Perhaps not the best day to visit the Museum of London's new exhibition of the restored Cheapside Hoard of jewellery: a teachers' strike, a couple of days after a TV documentary all about the exhibition, and apparently in the middle of half-term holidays for Dutch schools. The Museum was packed with people, and the school parties seemed busy and active, and a bit noisy: but that, after all, is the London the museum celebrates.
Inside the special exhibition gallery, despite timed entrance tickets, it could still feel crowded. Since the special beauty of so many of the pieces on display is in how small they are - this scent bottle is barely an inch high, for example - you had to lean over the case with the borrowed magnifying glass, blocking the view for anyone else behind. And it only took a couple of vocal and scampering toddlers to cause a fair amount of tutting.
But with a little patience, detachment and observation, it was possible to see the seemingly miraculous fine details, explore where the jewels come from, and how the pieces were made - together with the beliefs around different jewels and the illnesses they supposedly warded off, the iconography of the way they were worn, even have a sniff of the sort of scent the bottle might have contained. It was particularly powerful and pungent, but it probably would have had to be to cope with the stink of London - and Londoners - of those days.
And then, of course, there's the mystery of how this collection came to be lost or abandoned: since that must have happened any time after 1640 up to about 1680, you can take your pick of explanations - someone who went to fight in the Civil War and never came back, someone who went into exile when their side was out of favour (and never came back), a family that died in the Great Plague and left no heirs or records? We shall never know.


• _Task goal_: From first line to last, retype the data exactly.

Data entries

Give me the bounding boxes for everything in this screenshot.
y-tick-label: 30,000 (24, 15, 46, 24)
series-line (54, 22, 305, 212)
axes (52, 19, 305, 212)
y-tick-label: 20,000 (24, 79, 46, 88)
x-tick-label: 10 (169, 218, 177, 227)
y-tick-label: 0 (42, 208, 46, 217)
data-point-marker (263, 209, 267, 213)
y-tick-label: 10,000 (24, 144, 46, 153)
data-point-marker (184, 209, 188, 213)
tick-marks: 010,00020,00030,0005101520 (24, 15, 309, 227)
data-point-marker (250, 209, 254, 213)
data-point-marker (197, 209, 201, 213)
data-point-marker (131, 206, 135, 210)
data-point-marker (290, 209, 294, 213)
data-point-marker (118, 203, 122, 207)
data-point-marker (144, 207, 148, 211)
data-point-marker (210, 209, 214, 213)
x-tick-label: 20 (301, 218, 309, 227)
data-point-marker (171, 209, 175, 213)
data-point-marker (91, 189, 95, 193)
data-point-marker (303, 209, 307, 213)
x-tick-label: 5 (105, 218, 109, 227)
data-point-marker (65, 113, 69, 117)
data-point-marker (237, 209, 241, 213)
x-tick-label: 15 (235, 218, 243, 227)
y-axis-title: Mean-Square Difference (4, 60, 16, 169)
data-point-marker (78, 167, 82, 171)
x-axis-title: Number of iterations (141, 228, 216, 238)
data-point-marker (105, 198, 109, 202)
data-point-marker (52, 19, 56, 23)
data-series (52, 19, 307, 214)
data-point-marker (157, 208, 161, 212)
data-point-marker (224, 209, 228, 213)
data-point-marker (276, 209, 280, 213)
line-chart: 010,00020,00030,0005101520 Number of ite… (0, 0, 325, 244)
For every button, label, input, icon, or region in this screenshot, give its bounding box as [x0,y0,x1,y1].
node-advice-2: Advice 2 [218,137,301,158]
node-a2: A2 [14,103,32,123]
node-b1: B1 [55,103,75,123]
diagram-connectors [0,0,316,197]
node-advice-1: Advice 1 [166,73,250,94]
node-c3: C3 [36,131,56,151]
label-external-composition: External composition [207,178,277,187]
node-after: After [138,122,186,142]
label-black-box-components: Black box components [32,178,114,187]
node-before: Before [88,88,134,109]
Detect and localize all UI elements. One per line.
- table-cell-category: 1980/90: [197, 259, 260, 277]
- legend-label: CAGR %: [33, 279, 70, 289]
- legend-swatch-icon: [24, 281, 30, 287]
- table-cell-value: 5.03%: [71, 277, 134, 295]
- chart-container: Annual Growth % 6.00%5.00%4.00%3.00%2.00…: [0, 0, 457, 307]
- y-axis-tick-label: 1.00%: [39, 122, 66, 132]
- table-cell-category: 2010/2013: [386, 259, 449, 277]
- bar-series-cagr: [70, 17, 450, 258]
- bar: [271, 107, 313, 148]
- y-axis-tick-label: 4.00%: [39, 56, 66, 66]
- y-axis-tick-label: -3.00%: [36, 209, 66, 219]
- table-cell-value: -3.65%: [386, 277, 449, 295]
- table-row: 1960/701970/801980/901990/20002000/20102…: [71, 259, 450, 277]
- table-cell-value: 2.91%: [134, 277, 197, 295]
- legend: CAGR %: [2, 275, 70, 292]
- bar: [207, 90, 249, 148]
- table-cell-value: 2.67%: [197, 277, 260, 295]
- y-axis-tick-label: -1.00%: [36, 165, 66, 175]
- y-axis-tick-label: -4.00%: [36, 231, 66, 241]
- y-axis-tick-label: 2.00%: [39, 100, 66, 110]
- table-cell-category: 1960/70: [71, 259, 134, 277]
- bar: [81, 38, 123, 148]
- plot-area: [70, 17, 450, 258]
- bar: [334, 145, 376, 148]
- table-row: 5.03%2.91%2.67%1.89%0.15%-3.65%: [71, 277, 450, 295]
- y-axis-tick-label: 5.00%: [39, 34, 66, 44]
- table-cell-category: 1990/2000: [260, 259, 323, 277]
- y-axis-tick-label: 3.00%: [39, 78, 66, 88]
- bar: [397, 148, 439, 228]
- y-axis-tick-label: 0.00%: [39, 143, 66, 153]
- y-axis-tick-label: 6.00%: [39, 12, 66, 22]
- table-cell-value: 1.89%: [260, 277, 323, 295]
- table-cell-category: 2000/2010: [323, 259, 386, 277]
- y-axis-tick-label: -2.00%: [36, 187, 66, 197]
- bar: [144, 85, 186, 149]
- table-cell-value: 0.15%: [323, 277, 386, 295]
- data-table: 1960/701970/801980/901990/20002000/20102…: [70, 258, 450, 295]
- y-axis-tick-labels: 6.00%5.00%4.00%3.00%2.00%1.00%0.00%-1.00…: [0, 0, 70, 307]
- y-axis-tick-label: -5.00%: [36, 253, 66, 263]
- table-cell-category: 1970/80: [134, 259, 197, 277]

• _Result for this exercise_:
Give me the bounding boxes for everything in this screenshot.
y-tick-label: 30,000 (24, 15, 46, 24)
series-line (54, 22, 305, 212)
axes (52, 19, 305, 212)
y-tick-label: 20,000 (24, 79, 46, 88)
x-tick-label: 10 (169, 218, 177, 227)
y-tick-label: 0 (42, 208, 46, 217)
data-point-marker (263, 209, 267, 213)
y-tick-label: 10,000 (24, 144, 46, 153)
data-point-marker (184, 209, 188, 213)
tick-marks: 010,00020,00030,0005101520 (24, 15, 309, 227)
data-point-marker (250, 209, 254, 213)
data-point-marker (197, 209, 201, 213)
data-point-marker (131, 206, 135, 210)
data-point-marker (290, 209, 294, 213)
data-point-marker (118, 203, 122, 207)
data-point-marker (144, 207, 148, 211)
data-point-marker (210, 209, 214, 213)
x-tick-label: 20 (301, 218, 309, 227)
data-point-marker (171, 209, 175, 213)
data-point-marker (91, 189, 95, 193)
data-point-marker (303, 209, 307, 213)
x-tick-label: 5 (105, 218, 109, 227)
data-point-marker (65, 113, 69, 117)
data-point-marker (237, 209, 241, 213)
x-tick-label: 15 (235, 218, 243, 227)
y-axis-title: Mean-Square Difference (4, 60, 16, 169)
data-point-marker (78, 167, 82, 171)
x-axis-title: Number of iterations (141, 228, 216, 238)
data-point-marker (105, 198, 109, 202)
data-point-marker (52, 19, 56, 23)
data-series (52, 19, 307, 214)
data-point-marker (157, 208, 161, 212)
data-point-marker (224, 209, 228, 213)
data-point-marker (276, 209, 280, 213)
line-chart: 010,00020,00030,0005101520 Number of ite… (0, 0, 325, 244)
For every button, label, input, icon, or region in this screenshot, give its bounding box as [x0,y0,x1,y1].
node-advice-2: Advice 2 [218,137,301,158]
node-a2: A2 [14,103,32,123]
node-b1: B1 [55,103,75,123]
diagram-connectors [0,0,316,197]
node-advice-1: Advice 1 [166,73,250,94]
node-c3: C3 [36,131,56,151]
label-external-composition: External composition [207,178,277,187]
node-after: After [138,122,186,142]
label-black-box-components: Black box components [32,178,114,187]
node-before: Before [88,88,134,109]
Detect and localize all UI elements. One per line.
- table-cell-category: 1980/90: [197, 259, 260, 277]
- legend-label: CAGR %: [33, 279, 70, 289]
- legend-swatch-icon: [24, 281, 30, 287]
- table-cell-value: 5.03%: [71, 277, 134, 295]
- chart-container: Annual Growth % 6.00%5.00%4.00%3.00%2.00…: [0, 0, 457, 307]
- y-axis-tick-label: 1.00%: [39, 122, 66, 132]
- table-cell-category: 2010/2013: [386, 259, 449, 277]
- bar-series-cagr: [70, 17, 450, 258]
- bar: [271, 107, 313, 148]
- y-axis-tick-label: 4.00%: [39, 56, 66, 66]
- y-axis-tick-label: -3.00%: [36, 209, 66, 219]
- table-cell-value: -3.65%: [386, 277, 449, 295]
- table-row: 1960/701970/801980/901990/20002000/20102…: [71, 259, 450, 277]
- table-cell-value: 2.91%: [134, 277, 197, 295]
- legend: CAGR %: [2, 275, 70, 292]
- bar: [207, 90, 249, 148]
- table-cell-value: 2.67%: [197, 277, 260, 295]
- y-axis-tick-label: -1.00%: [36, 165, 66, 175]
- y-axis-tick-label: -4.00%: [36, 231, 66, 241]
- y-axis-tick-label: 2.00%: [39, 100, 66, 110]
- table-cell-category: 1960/70: [71, 259, 134, 277]
- bar: [81, 38, 123, 148]
- plot-area: [70, 17, 450, 258]
- bar: [334, 145, 376, 148]
- table-row: 5.03%2.91%2.67%1.89%0.15%-3.65%: [71, 277, 450, 295]
- y-axis-tick-label: 5.00%: [39, 34, 66, 44]
- table-cell-category: 1990/2000: [260, 259, 323, 277]
- y-axis-tick-label: 3.00%: [39, 78, 66, 88]
- bar: [397, 148, 439, 228]
- y-axis-tick-label: 0.00%: [39, 143, 66, 153]
- y-axis-tick-label: 6.00%: [39, 12, 66, 22]
- table-cell-value: 1.89%: [260, 277, 323, 295]
- table-cell-category: 2000/2010: [323, 259, 386, 277]
- y-axis-tick-label: -2.00%: [36, 187, 66, 197]
- bar: [144, 85, 186, 149]
- table-cell-value: 0.15%: [323, 277, 386, 295]
- data-table: 1960/701970/801980/901990/20002000/20102…: [70, 258, 450, 295]
- y-axis-tick-labels: 6.00%5.00%4.00%3.00%2.00%1.00%0.00%-1.00…: [0, 0, 70, 307]
- y-axis-tick-label: -5.00%: [36, 253, 66, 263]
- table-cell-category: 1970/80: [134, 259, 197, 277]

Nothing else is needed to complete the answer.